Faith, Fabrication & the Future: Spring 2025 in Rome
Trump, Vance & the Pope illuminate the existential crisis faced by Western Civilization
Frank Holmes is a long-time friend of ResourceWars and one of the most thoughtful market pros on Wall Street. Frank is the CEO and CIO of U.S. Global Investors, a well-known investment manager with over $1.2 billion under management. He is also Executive Chairman of HIVE Digital Technologies, the world’s 11th-largest public holder of Bitcoin.
Frank wrote the following op/ed below late last week and sent it over for me to read. Immediately I asked him if I could distribute it to the ResourceWars audience and he graciously agreed. It does a terrific job of summarizing the existential crossroads Western Civilization finds itself at.

Faith, Fabrication & the Future: Spring 2025 in Rome
By Frank Holmes
In April 2025, a synchronistic convergence in Rome revealed the evolving interplay of faith, politics, and digital culture. What began as a solemn moment became a prism through which we witnessed the competing forces shaping leadership in our age.
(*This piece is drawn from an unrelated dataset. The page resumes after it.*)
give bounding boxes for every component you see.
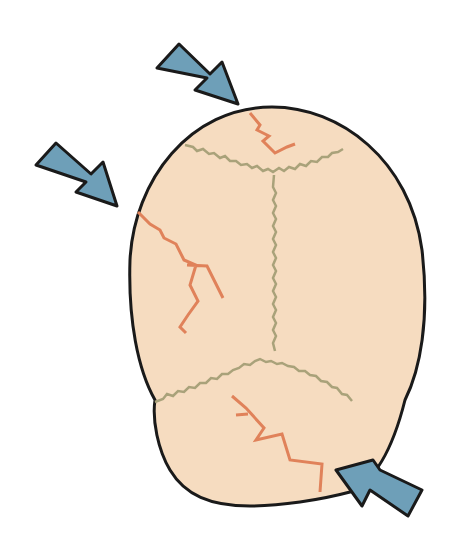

Vice President J.D. Vance arrived in Rome to visit a dying Pope Francis—a gesture of reverence steeped in historical symbolism. A Catholic convert and champion of ordered moral responsibility, Vance’s presence signaled a conservative resurgence. It was a quiet but strategic handoff, suggesting that the battles of conscience and policy are far from over.
Days later, Donald Trump detonated a cultural moment of a different kind. On social media, he posted an AI-generated image of himself dressed as the pope—viral, jarring, and calculated. It was more than a meme; it was a declaration. In a world where attention is currency, Trump claimed symbolic supremacy not through tradition, but through traction.

Then came the unprecedented: the election of Cardinal Robert Prevost of Chicago as Pope Leo XIV—the first American to ascend to the papacy. His rise marked a westward shift in the Church’s center of gravity. The Vatican, long anchored in old-world tradition, now found itself infused with new-world dynamism. For the Catholic Church, this was not merely a change in leadership; it was a reorientation of identity.
Three moments—Vance’s reverence, Trump’s spectacle, Leo XIV’s ascent—offered three distinct models of influence: the strategic, the performative, and the institutional. Together, they reflect the ways power operates today: through physical presence, digital image, and narrative control.
Even within the Church, these tensions were evident. Pope Francis’ final message, invoking the parable of the Good Samaritan, urged the world toward institutional compassion and care for the vulnerable. Vance, by contrast, has long emphasized moral order, personal duty, and the rebuilding of family and nation. Their philosophies clashed at the very edge of the papal deathbed—two versions of faith in public life, standing respectfully apart.
Trump’s AI papacy, meanwhile, underscored a deeper crisis: in the digital arena, authenticity is optional—virality is victory. When a synthetic image can command more engagement than sacred ritual, we are reminded that truth no longer has a monopoly on influence.
Steve Jobs once said, “You can’t connect the dots looking forward; you can only connect them looking backward.” That week in Rome was more than a religious transition. It was a snapshot of a civilization at a crossroads—grappling with belief, leadership, and reality itself.
A Church reimagined. A politics of symbols. A new pope—American, human—tasked with navigating a world where the sacred must now contend with the synthetic.
The dots were always there. We just had to see them.